When British schools operated under clearer separation policies and stronger moral boundaries, we didn’t hear of teachers grooming pupils for sex with the same frequency. Today, this has changed—between 2018 and 2022, over 500 teachers and school staff in England were accused of sexual misconduct involving pupils, according to data from the Teaching Regulation Agency. Teenage pregnancies, while declining statistically, remain among the highest in Western Europe, especially in areas where moral and parental structures have weakened. Even more concerning, children as young as four are now being exposed to sexualised concepts under the guise of Relationship and Sex Education (RSE)—as seen in Birmingham and Wales, where lessons on gender identity and explicit relationship content sparked widespread protests by concerned parents. These changes haven’t protected children—they’ve robbed them of innocence, sold under the illusion of progress. And yet none of these issues triggered the kind of institutional crackdown that Rabia School faced for organising gender-separated classrooms. That speaks volumes.

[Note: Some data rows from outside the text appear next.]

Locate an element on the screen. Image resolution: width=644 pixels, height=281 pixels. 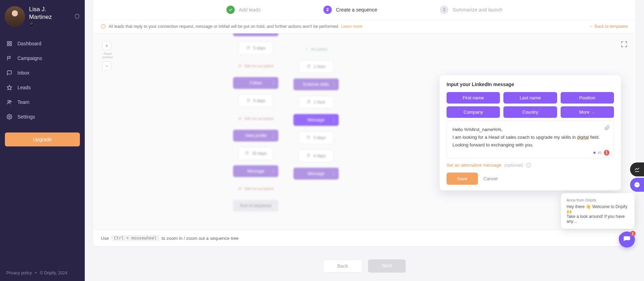
sidebar: Lisa J. Martinez 📱 Dashboard Campaigns I… is located at coordinates (43, 140).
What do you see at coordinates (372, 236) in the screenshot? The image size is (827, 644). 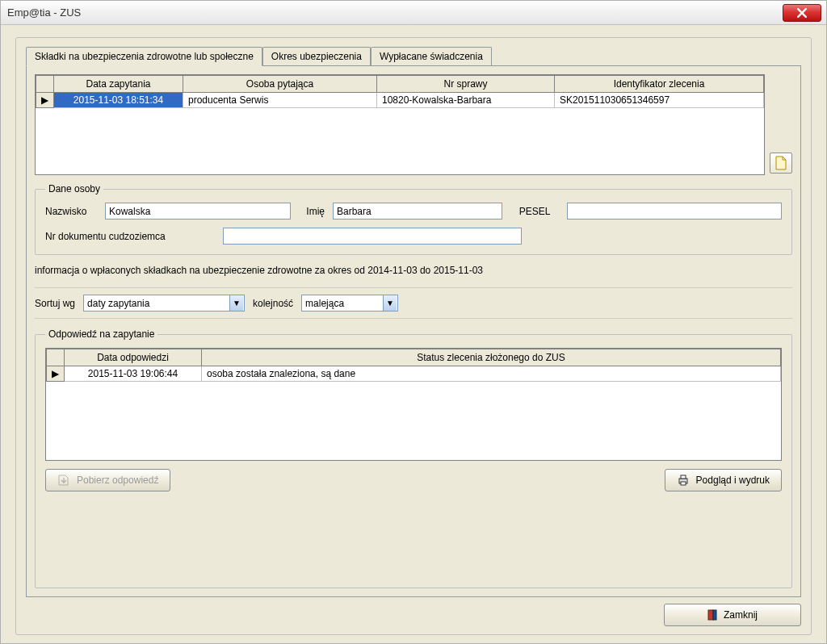 I see `docnr-field` at bounding box center [372, 236].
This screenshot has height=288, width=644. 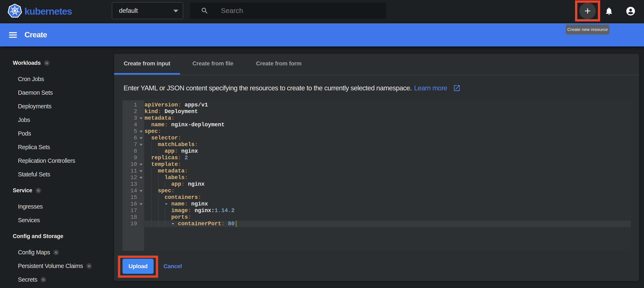 What do you see at coordinates (36, 35) in the screenshot?
I see `page-title: Create` at bounding box center [36, 35].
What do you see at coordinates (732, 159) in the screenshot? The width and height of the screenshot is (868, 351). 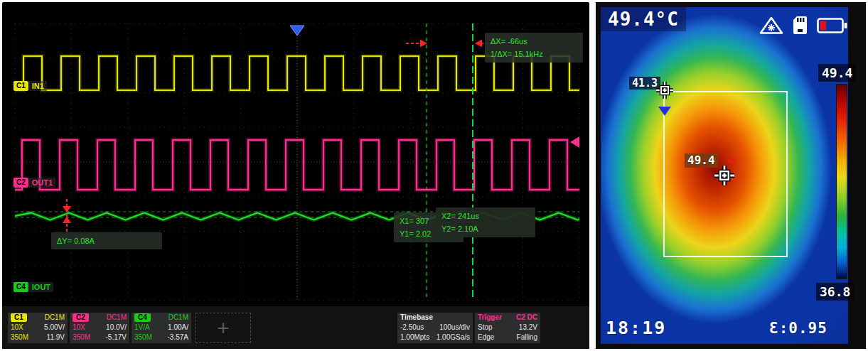 I see `max-temp-arrow-icon` at bounding box center [732, 159].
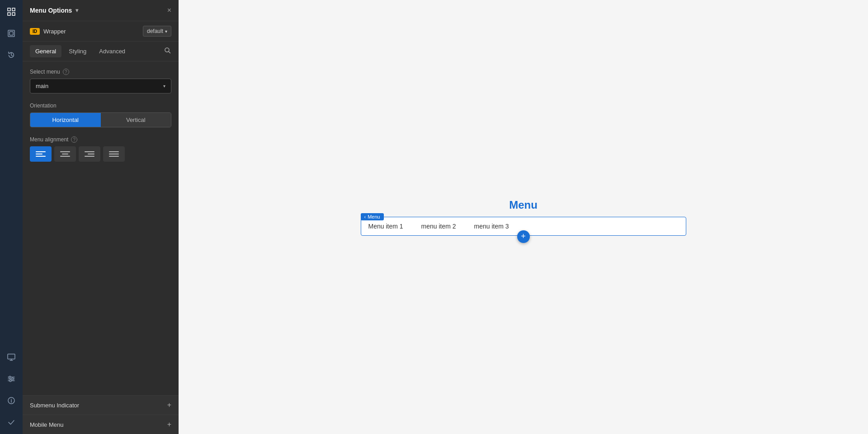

The article ends by celebrating the decision as a “victory” for the National Secular Society (NSS). But the NSS should not be treated as a moral compass. Its entire mission is to erase religion from public life—not to promote fairness or equality. Where is the NSS when women are exploited by online pornography? When misogyny spreads across social media unchecked? When commercial industries profit from women’s objectification? These are hallmarks of secular, liberal Britain—not of conservative religious spaces.

To suggest that secularism guarantees equality is not only dishonest—it’s historically false and presently contradicted by evidence.

Perhaps the most disturbing aspect of this story is the media’s role in framing it. No voices from the Muslim community were consulted. No discussion of parental support for gender separation. No curiosity about the theological or cultural context. Just a tired narrative: backward Muslims, enlightened state, problem solved.

But this is not journalism—it’s cultural policing, serving a dominant ideology that tolerates only what it defines as acceptable. Faith-based education becomes an easy target in a society desperate to universalise secularism while ignoring its own decay.

If Britain is truly to embrace pluralism, it must accept that not all legitimate values are secular. Yet, in practice, pluralism in modern Britain often functions as a one-way street—where only secular, liberal worldviews are granted legitimacy, while faith-based perspectives are marginalised or caricatured. The right to differ is only respected when the difference is cosmetic, not moral or philosophical. Schools should be assessed on their outcomes, safeguarding measures, and service to their communities—not on how closely they conform to Westminster’s cultural norms or the dogmas of liberal orthodoxy. Before rushing to condemn gender separation in religious schools, perhaps the reporter ought to investigate the misogyny that exists within Westminster itself—where men and women may sit side by side, but power, respect, and dignity are far from equally distributed.

When religious separation is demonised while secular failures towards women are ignored, we are not witnessing the triumph of equality. We are watching the rise of an ideology that seeks to erase dissenting values in the name of progress.

It’s time the media and policymakers showed consistency, humility, and respect—for all communities, not just the ones that conform.